ROMOSS Technology, once China’s top-selling power bank brand, has suspended all operations for six months, effective July 7, amid a financial crisis triggered by the recall of nearly half a million fire-prone devices.
The Shenzhen-based company confirmed the production halt through an internal notice circulated early Sunday, with only recall-related staff retaining employment.
Affected workers will receive full salaries for July before facing pay cuts — reduced to 80 percent of Guangdong province’s minimum wage from August onward. Social insurance contributions will similarly be calculated at minimum wage levels during the suspension period, according to the internal notice.
This drastic measure follows ROMOSS’s June 16 recall of 491,745 power banks (models PAC20-272, PAC20-392, PLT20A-152) manufactured between June 2023 and July 2024.

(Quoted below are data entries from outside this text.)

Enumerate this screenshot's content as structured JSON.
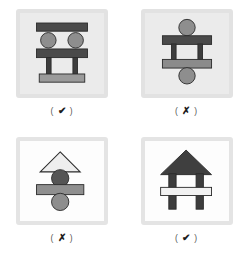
{
  "figure": {
    "type": "illustration-grid",
    "background_color": "#ffffff",
    "columns": 2,
    "rows": 2,
    "panels": [
      {
        "id": "panel-1",
        "position": "top-left",
        "panel_fill": "#ebebeb",
        "panel_border": "#e2e2e2",
        "caption": {
          "open": "(",
          "mark": "✔",
          "close": ")",
          "meaning": "correct"
        },
        "shapes": [
          {
            "name": "top-beam",
            "kind": "rect",
            "x": 18,
            "y": 11,
            "w": 56,
            "h": 9,
            "fill": "#4a4a4a",
            "stroke": "#2b2b2b"
          },
          {
            "name": "left-circle",
            "kind": "circle",
            "cx": 31,
            "cy": 30,
            "r": 8.5,
            "fill": "#8e8e8e",
            "stroke": "#2b2b2b"
          },
          {
            "name": "right-circle",
            "kind": "circle",
            "cx": 61,
            "cy": 30,
            "r": 8.5,
            "fill": "#8e8e8e",
            "stroke": "#2b2b2b"
          },
          {
            "name": "middle-beam",
            "kind": "rect",
            "x": 18,
            "y": 40,
            "w": 56,
            "h": 9,
            "fill": "#4a4a4a",
            "stroke": "#2b2b2b"
          },
          {
            "name": "left-pillar",
            "kind": "rect",
            "x": 29,
            "y": 49,
            "w": 5,
            "h": 18,
            "fill": "#3d3d3d",
            "stroke": "#2b2b2b"
          },
          {
            "name": "right-pillar",
            "kind": "rect",
            "x": 58,
            "y": 49,
            "w": 5,
            "h": 18,
            "fill": "#3d3d3d",
            "stroke": "#2b2b2b"
          },
          {
            "name": "base-beam",
            "kind": "rect",
            "x": 21,
            "y": 67,
            "w": 50,
            "h": 9,
            "fill": "#9a9a9a",
            "stroke": "#2b2b2b"
          }
        ]
      },
      {
        "id": "panel-2",
        "position": "top-right",
        "panel_fill": "#ebebeb",
        "panel_border": "#e2e2e2",
        "caption": {
          "open": "(",
          "mark": "✗",
          "close": ")",
          "meaning": "incorrect"
        },
        "shapes": [
          {
            "name": "top-circle",
            "kind": "circle",
            "cx": 46,
            "cy": 16,
            "r": 9,
            "fill": "#8e8e8e",
            "stroke": "#2b2b2b"
          },
          {
            "name": "top-beam",
            "kind": "rect",
            "x": 19,
            "y": 25,
            "w": 54,
            "h": 9,
            "fill": "#4a4a4a",
            "stroke": "#2b2b2b"
          },
          {
            "name": "left-pillar",
            "kind": "rect",
            "x": 29,
            "y": 34,
            "w": 5,
            "h": 17,
            "fill": "#3d3d3d",
            "stroke": "#2b2b2b"
          },
          {
            "name": "right-pillar",
            "kind": "rect",
            "x": 58,
            "y": 34,
            "w": 5,
            "h": 17,
            "fill": "#3d3d3d",
            "stroke": "#2b2b2b"
          },
          {
            "name": "base-beam",
            "kind": "rect",
            "x": 19,
            "y": 51,
            "w": 54,
            "h": 9,
            "fill": "#8b8b8b",
            "stroke": "#2b2b2b"
          },
          {
            "name": "bottom-circle",
            "kind": "circle",
            "cx": 46,
            "cy": 69,
            "r": 9,
            "fill": "#8e8e8e",
            "stroke": "#2b2b2b"
          }
        ]
      },
      {
        "id": "panel-3",
        "position": "bottom-left",
        "panel_fill": "#fdfdfd",
        "panel_border": "#e4e4e4",
        "caption": {
          "open": "(",
          "mark": "✗",
          "close": ")",
          "meaning": "incorrect"
        },
        "shapes": [
          {
            "name": "triangle-roof",
            "kind": "triangle",
            "cx": 44,
            "apex_y": 12,
            "base_y": 34,
            "half_w": 22,
            "fill": "#eeeeee",
            "stroke": "#2b2b2b"
          },
          {
            "name": "dark-circle",
            "kind": "circle",
            "cx": 44,
            "cy": 41,
            "r": 9.5,
            "fill": "#555555",
            "stroke": "#2b2b2b"
          },
          {
            "name": "middle-beam",
            "kind": "rect",
            "x": 18,
            "y": 48,
            "w": 52,
            "h": 11,
            "fill": "#8f8f8f",
            "stroke": "#2b2b2b"
          },
          {
            "name": "light-circle",
            "kind": "circle",
            "cx": 44,
            "cy": 67,
            "r": 9.5,
            "fill": "#8e8e8e",
            "stroke": "#2b2b2b"
          }
        ]
      },
      {
        "id": "panel-4",
        "position": "bottom-right",
        "panel_fill": "#fdfdfd",
        "panel_border": "#e4e4e4",
        "caption": {
          "open": "(",
          "mark": "✔",
          "close": ")",
          "meaning": "correct"
        },
        "shapes": [
          {
            "name": "triangle-roof",
            "kind": "triangle",
            "cx": 45,
            "apex_y": 10,
            "base_y": 37,
            "half_w": 28,
            "fill": "#3f3f3f",
            "stroke": "#2b2b2b"
          },
          {
            "name": "left-pillar",
            "kind": "rect",
            "x": 26,
            "y": 37,
            "w": 8,
            "h": 38,
            "fill": "#3d3d3d",
            "stroke": "#2b2b2b"
          },
          {
            "name": "right-pillar",
            "kind": "rect",
            "x": 56,
            "y": 37,
            "w": 8,
            "h": 38,
            "fill": "#3d3d3d",
            "stroke": "#2b2b2b"
          },
          {
            "name": "cross-beam",
            "kind": "rect",
            "x": 17,
            "y": 51,
            "w": 56,
            "h": 9,
            "fill": "#f2f2f2",
            "stroke": "#2b2b2b"
          }
        ]
      }
    ]
  }
}
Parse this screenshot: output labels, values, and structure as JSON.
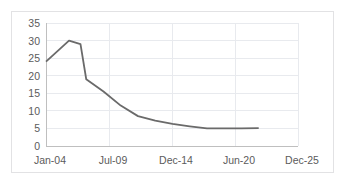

The company identified "substandard separator materials in certain battery cells" as creating overheating hazards that could "ignite under extreme conditions."
The admission validated months of escalating safety incidents, including multiple fires at Beijing university campuses, where at least 21 institutions banned ROMOSS products after tests revealed charging temperatures reaching as high as 87 degrees Celsius, five times higher than industry norms.
The crisis reached critical levels when a Hong Kong Airlines flight had to divert in March 2025 after a ROMOSS power bank caught fire mid-air, despite bearing aviation safety certifications. This incident prompted nationwide transportation bans and ultimately triggered regulatory intervention.
On June 28, China's Civil Aviation Administration banned all power banks without visible 3C (China Compulsory Certification) labels or those on recall lists. The policy currently applies to domestic flights.
China’s market watchdog suspended ROMOSS’s mandatory 3C quality certifications in late June, paralyzing sales channels overnight.
For the company that commanded 40 percent of China’s online power bank market and ranked No.1 on Tmall for a decade, the collapse has been precipitous.